The 12 separate designs (and two others) were sent off to OSH Park to get three copies of each design as a small PCB so I can prove out the breakout boards .

Here is what the stencils from OSH Stencils look like for the top and bottom of the “aggregate PCB”:

In theory, the work flow is to put the stencil over a particular breakout (e.g. the one for the SOIC14 package in the upper left corner of the top stencil). The one breakout PCB for the package is captured by a holder made of two acrylic “L” pieces vinyl-taped to a dead flat surface.  A small squeegee (small piece of plastic credit card) is used to paste over the site(s) for a particular board, then parts are placed and hot air or reflow oven soldering is used.

A quick side note about frames. In many commercial environments the stencil is mounted in a surrounding frame that in turn fits into a jig allowing for rapid handling of boards while maintaining precise registration. I was confused Monday: OSH Stencils is only beta testing frame support with two sizes (relative to these boards those sizes are “wow”, and “my lawn is smaller than that”). Contact them for details if you’re interested.

I should also point out that I didn’t spend a lot of time routing these boards. For example, I’ve already had second thoughts about the sense line routes for the two shunt resistor boards that have ‘kelvin connections’ to special middle pads under the resistor ends. Also, as I mentioned Monday, I didn’t spend a lot of time checking things like length to width ratios for some stencil apertures. So the very narrow pad for the 1206 shunt board is technically smaller than the minimum supported size listed for the paste being used (Kester EP256), and the result may be that I can’t actually get paste into this spot properly. The footprint is blown up in the image below. The middle of each set of three pads is .28 millimeters wide.
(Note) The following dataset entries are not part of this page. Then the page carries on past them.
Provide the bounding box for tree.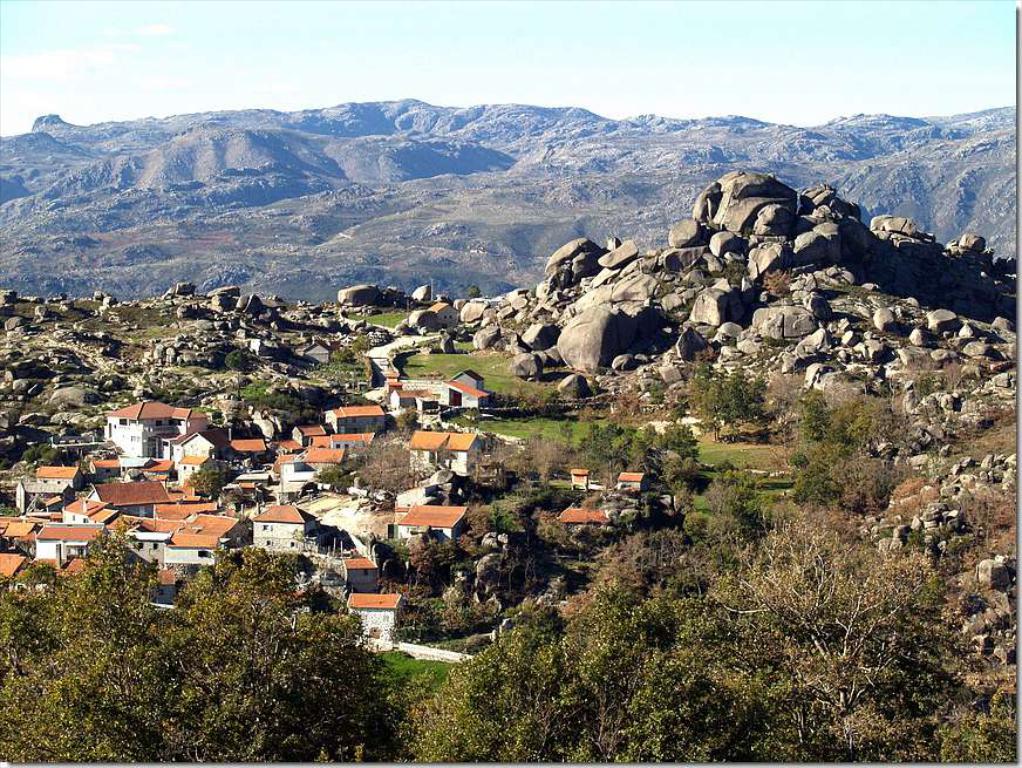
bbox(667, 427, 700, 454).
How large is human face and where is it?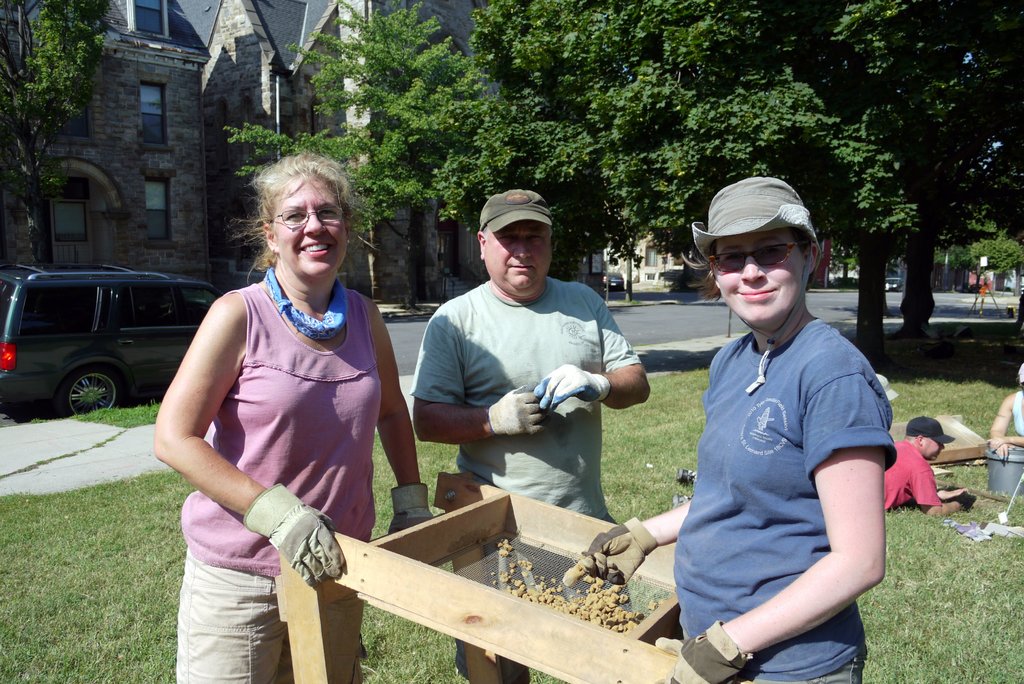
Bounding box: 709:226:804:323.
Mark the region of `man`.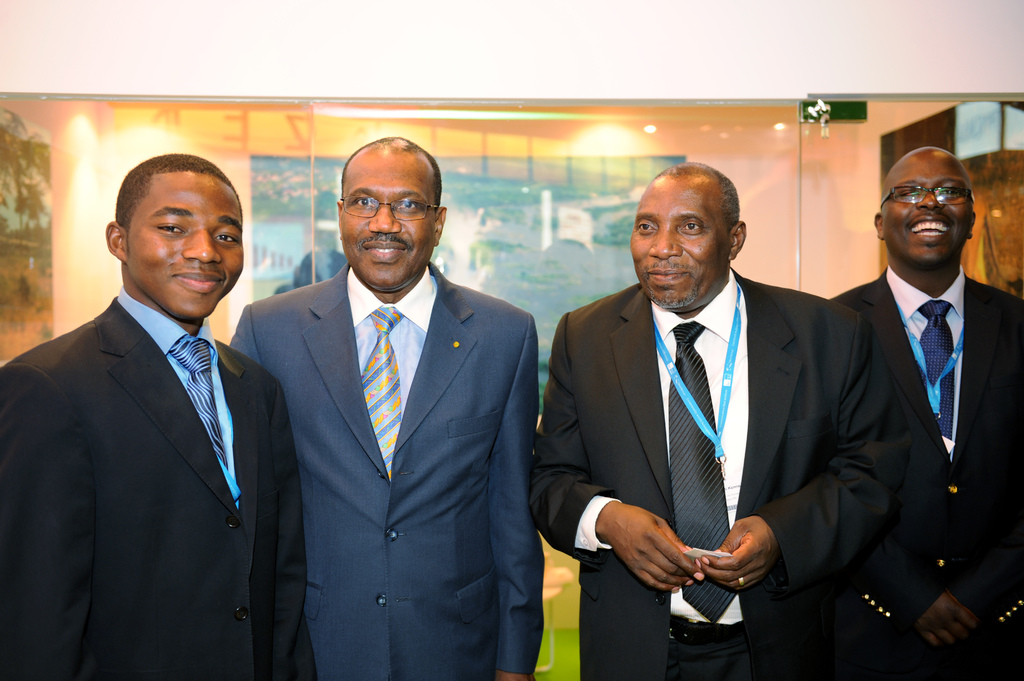
Region: pyautogui.locateOnScreen(531, 159, 897, 679).
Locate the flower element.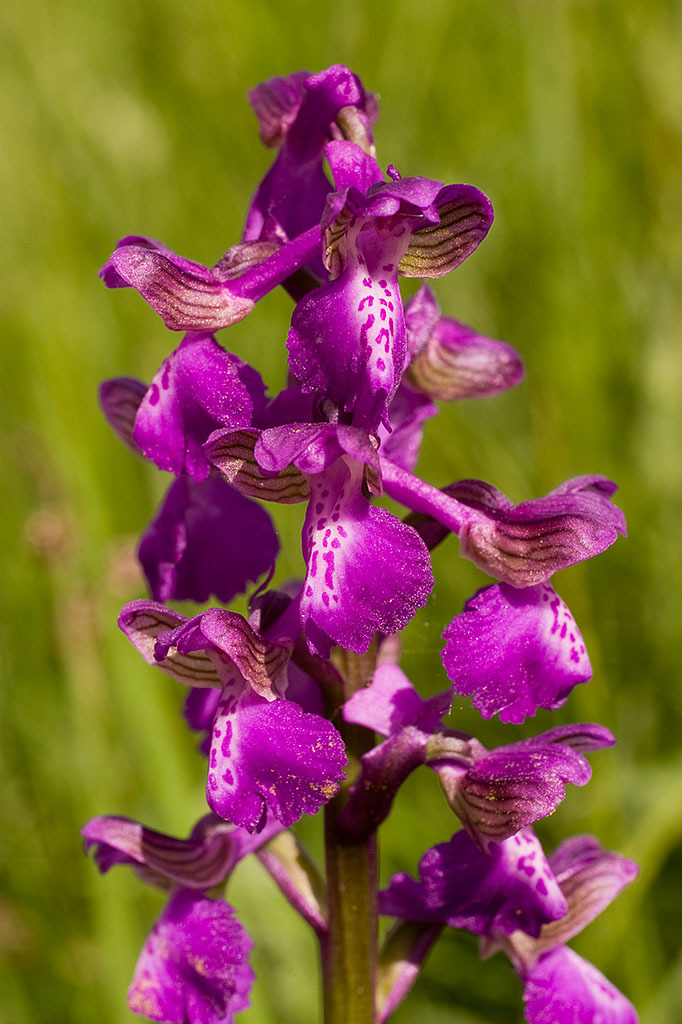
Element bbox: rect(119, 591, 344, 850).
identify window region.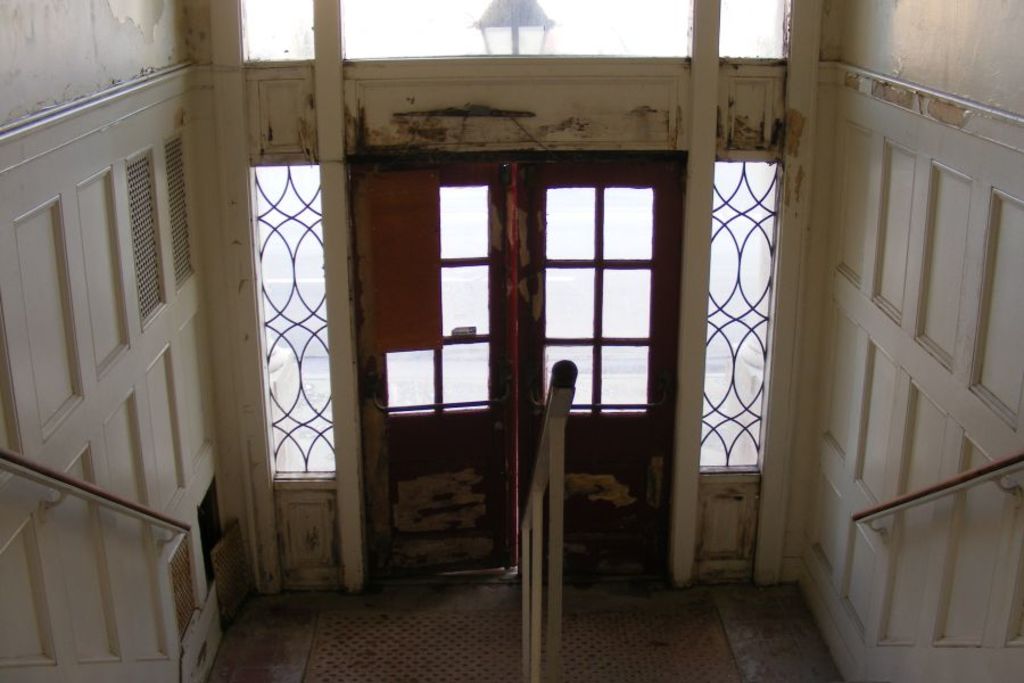
Region: BBox(700, 163, 782, 461).
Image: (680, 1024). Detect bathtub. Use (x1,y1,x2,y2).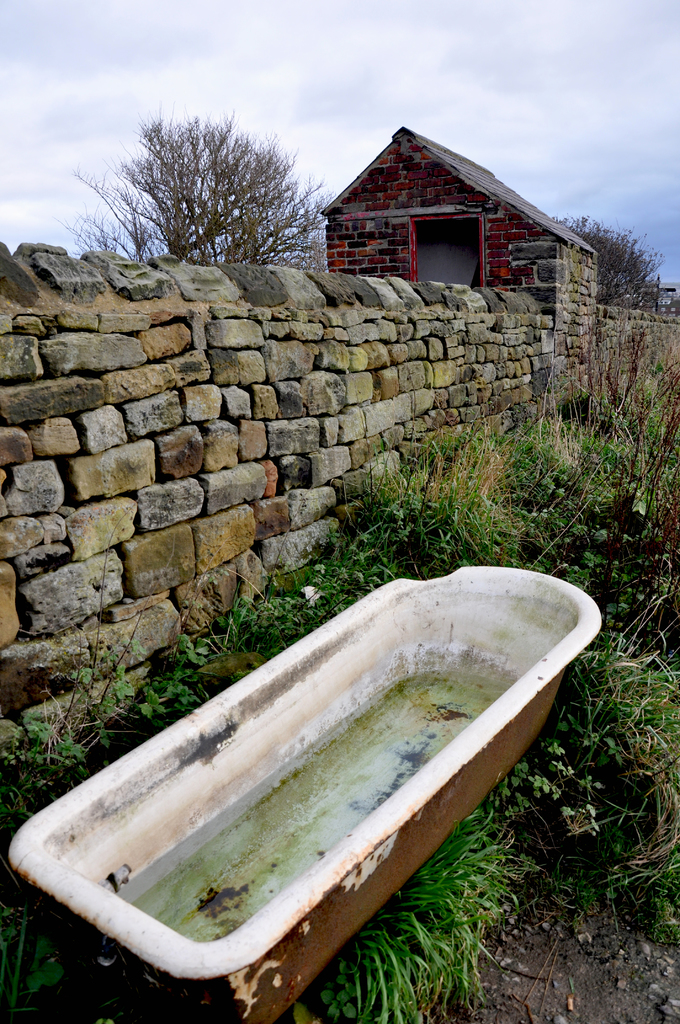
(8,564,606,1023).
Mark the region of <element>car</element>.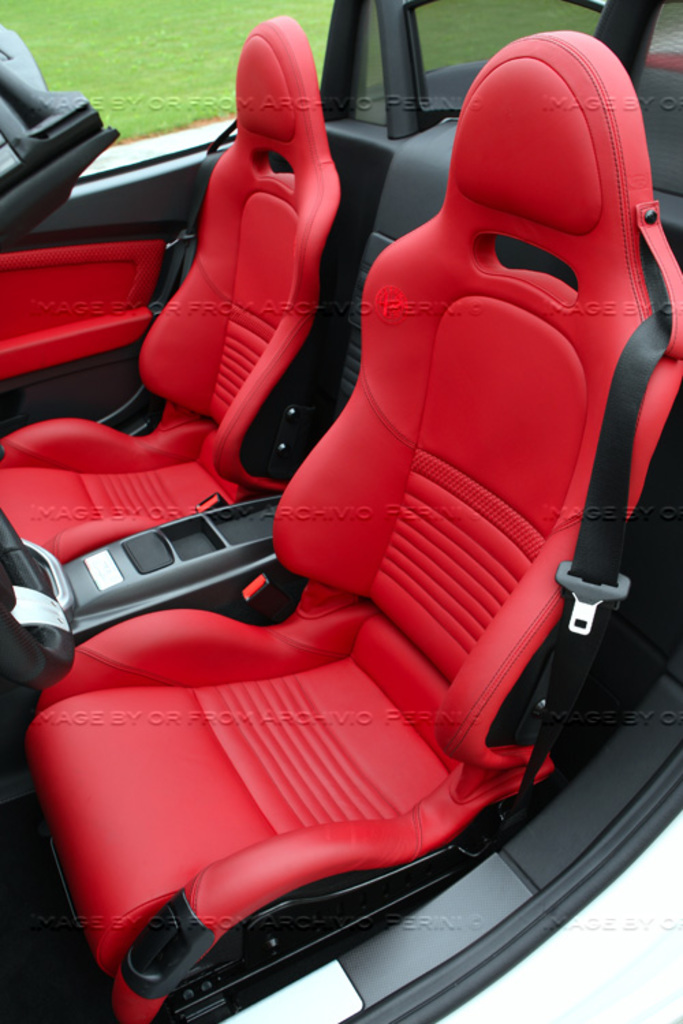
Region: (x1=0, y1=0, x2=682, y2=1021).
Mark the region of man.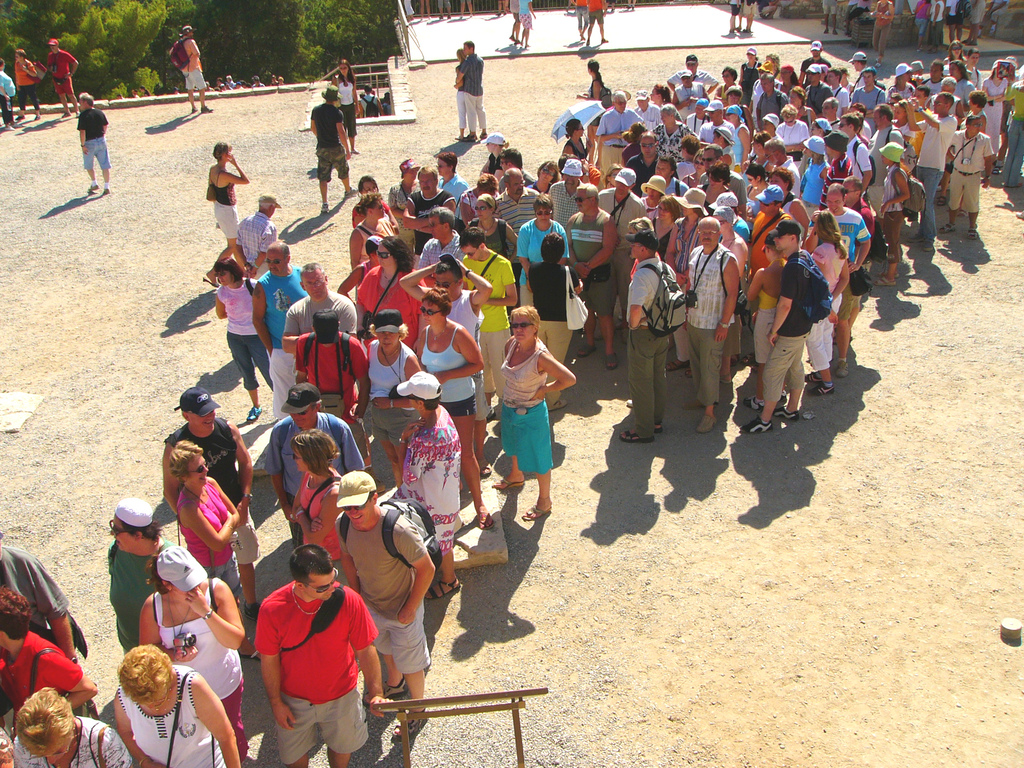
Region: (520, 3, 531, 46).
The resistor that sits on these pads is about an eighth of an inch long (yes, king size in relation to how these things are trending).

OK, but how much do those stencils cost?  The minimum is $10, but the incremental cost beyond this is less than a dollar a square inch. The two stencils above came to around $22.  First class postage with tracking adds $2.75 to an order.  My order was completed on a Thursday and I had the stencils in hand the following Monday.  With minimal (.75in) borders, everything you see in the first picture above added less than a dollar to each stencil cost. Note that in most cases you’ll only have a stencil for SMDs on one side.

(Update June 22nd)

The first batch of PCBs came back from OSH Park and are shown in the picture at the top of this posting. The tabs sticking out are cut off and squared off with sand paper before the boards are used.

Finally, it’s important to note that some circuits will not cooperate with solderless breadboards and any arrangement of surface mount parts involving long connection paths. Apart from huge amounts of stray inductive and capacitive  reactance in the circuit paths, the current carrying limits of breadboards are very real, as is the ability of a simple breakout board to shed heat compared to a PCB having copper pours and other design features to properly handle it.